Abstract: Operating systems are the foundational software that all modern applications rely on, bridging applications and hardware. As both applications and hardware have rapidly evolved over the past decades, it has become imperative for operating systems to identify and support new demands without breaking existing applications. My research focuses on the progressive evolution of operating systems to achieve high performance, stronger reliability, and better customization, with an emphasis on new architectures and mechanisms.
In this talk, I will present our work on evolving operating system architectures for high performance, where we build a filesystem, uFS, as a semi-microkernel filesystem running in userspace for performance while coexisting with commodity OSes. I will then introduce Ananke, a new recovery mechanism that enables transparent runtime recovery from filesystem failures, providing stronger reliability guarantees. Finally, I will present our recent work, Midas, which introduces a systematic tunability management framework that enables dynamic runtime tuning of previously untunable logic – without kernel modification or application disruption – while supporting rich customization semantics.
Bio: Jing Liu is a Senior Researcher at Microsoft Research Asia. She received her Ph.D. in 2024 from the University of Wisconsin–Madison, advised by Prof. Andrea Arpaci-Dusseau and Prof. Remzi Arpaci-Dusseau. Jing’s research focuses on evolving operating systems, as well as file and storage systems, to meet modern demands. She has received the Erik Riedel Best Paper Award at FAST 2025 and a Meta PhD Research Fellowship in 2022.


WORK REQUIRED: Tally the lines of the material that carry the word "dialog". Give no more than the number.

EXTRACTED ENTRIES:
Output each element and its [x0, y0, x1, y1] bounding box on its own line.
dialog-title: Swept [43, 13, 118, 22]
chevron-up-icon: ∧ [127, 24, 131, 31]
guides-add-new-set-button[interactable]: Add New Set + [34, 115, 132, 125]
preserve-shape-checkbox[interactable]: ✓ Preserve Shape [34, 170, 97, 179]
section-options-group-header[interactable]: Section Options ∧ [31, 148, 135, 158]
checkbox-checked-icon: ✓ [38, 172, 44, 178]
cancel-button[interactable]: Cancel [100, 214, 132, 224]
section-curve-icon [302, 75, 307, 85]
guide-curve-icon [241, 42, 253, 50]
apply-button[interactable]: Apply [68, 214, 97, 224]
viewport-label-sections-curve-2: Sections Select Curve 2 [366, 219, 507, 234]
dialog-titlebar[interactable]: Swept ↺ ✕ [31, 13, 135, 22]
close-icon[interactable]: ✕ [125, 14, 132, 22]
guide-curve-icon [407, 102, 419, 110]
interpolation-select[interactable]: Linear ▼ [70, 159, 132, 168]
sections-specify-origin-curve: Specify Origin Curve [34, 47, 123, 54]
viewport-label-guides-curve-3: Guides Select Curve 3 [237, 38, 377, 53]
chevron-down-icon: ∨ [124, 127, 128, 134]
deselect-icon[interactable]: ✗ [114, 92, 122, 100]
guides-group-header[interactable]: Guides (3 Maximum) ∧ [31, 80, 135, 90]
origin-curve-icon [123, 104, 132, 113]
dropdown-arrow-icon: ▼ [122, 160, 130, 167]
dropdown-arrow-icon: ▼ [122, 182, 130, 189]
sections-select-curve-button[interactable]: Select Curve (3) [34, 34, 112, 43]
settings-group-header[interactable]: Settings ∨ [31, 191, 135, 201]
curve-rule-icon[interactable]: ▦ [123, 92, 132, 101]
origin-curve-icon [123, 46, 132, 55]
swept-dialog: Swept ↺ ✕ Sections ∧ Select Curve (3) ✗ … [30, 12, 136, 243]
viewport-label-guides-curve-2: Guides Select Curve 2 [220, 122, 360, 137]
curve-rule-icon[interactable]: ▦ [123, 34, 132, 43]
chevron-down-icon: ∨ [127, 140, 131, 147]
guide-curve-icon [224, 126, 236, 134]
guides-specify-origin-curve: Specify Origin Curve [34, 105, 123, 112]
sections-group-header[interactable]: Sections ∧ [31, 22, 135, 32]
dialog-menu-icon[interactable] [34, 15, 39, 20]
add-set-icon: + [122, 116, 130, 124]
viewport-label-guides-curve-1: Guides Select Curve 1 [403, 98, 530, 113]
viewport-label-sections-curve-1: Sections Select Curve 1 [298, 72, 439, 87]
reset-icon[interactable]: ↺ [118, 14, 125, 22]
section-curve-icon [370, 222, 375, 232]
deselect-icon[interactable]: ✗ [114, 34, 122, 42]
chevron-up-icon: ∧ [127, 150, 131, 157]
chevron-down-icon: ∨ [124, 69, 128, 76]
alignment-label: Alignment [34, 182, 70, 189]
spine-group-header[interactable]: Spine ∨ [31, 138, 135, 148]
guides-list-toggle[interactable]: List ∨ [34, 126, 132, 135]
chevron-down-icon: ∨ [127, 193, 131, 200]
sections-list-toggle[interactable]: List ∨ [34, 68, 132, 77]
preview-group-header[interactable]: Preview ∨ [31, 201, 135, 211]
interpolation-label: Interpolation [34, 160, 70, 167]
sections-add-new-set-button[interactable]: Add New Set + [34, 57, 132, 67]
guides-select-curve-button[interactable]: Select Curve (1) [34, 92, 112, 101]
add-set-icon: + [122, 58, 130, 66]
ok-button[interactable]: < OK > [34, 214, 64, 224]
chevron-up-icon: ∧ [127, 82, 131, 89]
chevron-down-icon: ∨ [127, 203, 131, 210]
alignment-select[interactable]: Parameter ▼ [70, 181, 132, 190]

TASK SOLUTION: 4